The Girls With The Dragon Tattoos

Contributing Writer; Queens, New York (@jaceycockrobin)
The Girls With The Dragon Tattoos
The higher-ups at ScreenAnarchy have been kind enough to allow me to cross-promote a post I wrote over at LitReactor on The Girl With The Dragon Tattoo. It is a comparison piece in which I break down all three versions- the book and both film adaptations- in an attempt to determine which one is superior. Basically, I'm trying to come to terms with my own complicated feeling on the subject. I know there are a lot of differing opinions on both films here at ScreenAnarchy, so I look forward to you all telling me how wrong I am. Enjoy.

WARNING: May contain wall-to-wall spoilers

Lisbeth Salander is a complicated woman. As portrayed in Stieg Larsson's best-selling Millennium Trilogy, she is a gothed-out computer hacker who is as anti-social as she is intelligent. She harbors extreme hostility towards abusive men, which stems from having witnessed her father beat her mother into a vegetative state as a child. After attempting to immolate the man in retaliation, she is declared legally incompetent and placed under psychiatric care. When we are first introduced to her in The Girl With The Dragon Tattoo, she is working for a major security firm and has just completed a background check on a certain well-known magazine publisher.

As if one murderous misfit wasn't handful enough, we now have three to contend with- the Lisbeth Salander of Larsson's novel, the Noomi Rapace iteration, and Rooney Mara's take in the recent Fincher film. Although at the core they are essentially the same woman, there are subtle character nuances that set the three apart. Add to that the narrative differences between the novel and the two films, and things start to get really confusing, really fast.

You can read the whole thing over at LitReactor.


Using the records below, find every line that includes "panel" and copy it.

Records for the task below:

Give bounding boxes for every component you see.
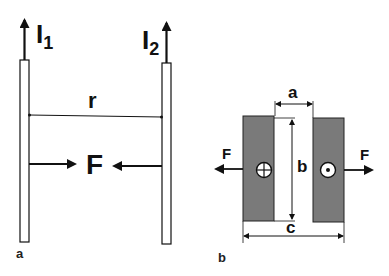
force-label-left: F bbox=[222, 145, 231, 162]
force-label: F bbox=[86, 149, 103, 180]
height-label: b bbox=[297, 157, 307, 176]
panel-a: I1 I2 r F a bbox=[16, 19, 171, 261]
total-width-label: c bbox=[286, 218, 295, 237]
gap-label: a bbox=[288, 83, 298, 102]
separation-dimension-line bbox=[29, 115, 162, 117]
conductor-2 bbox=[162, 63, 171, 244]
panel-a-label: a bbox=[16, 246, 24, 261]
panel-b: a b c F F b bbox=[216, 83, 372, 265]
current-1-label: I1 bbox=[36, 19, 53, 53]
panel-b-label: b bbox=[218, 250, 226, 265]
force-label-right: F bbox=[360, 146, 369, 163]
separation-label: r bbox=[88, 88, 97, 113]
conductor-1 bbox=[20, 60, 29, 242]
current-2-label: I2 bbox=[142, 25, 159, 59]
figure-canvas: I1 I2 r F a a bbox=[0, 0, 389, 276]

End of Records for the task.

## Task answer
panel-a: I1 I2 r F a bbox=[16, 19, 171, 261]
panel-a-label: a bbox=[16, 246, 24, 261]
panel-b: a b c F F b bbox=[216, 83, 372, 265]
panel-b-label: b bbox=[218, 250, 226, 265]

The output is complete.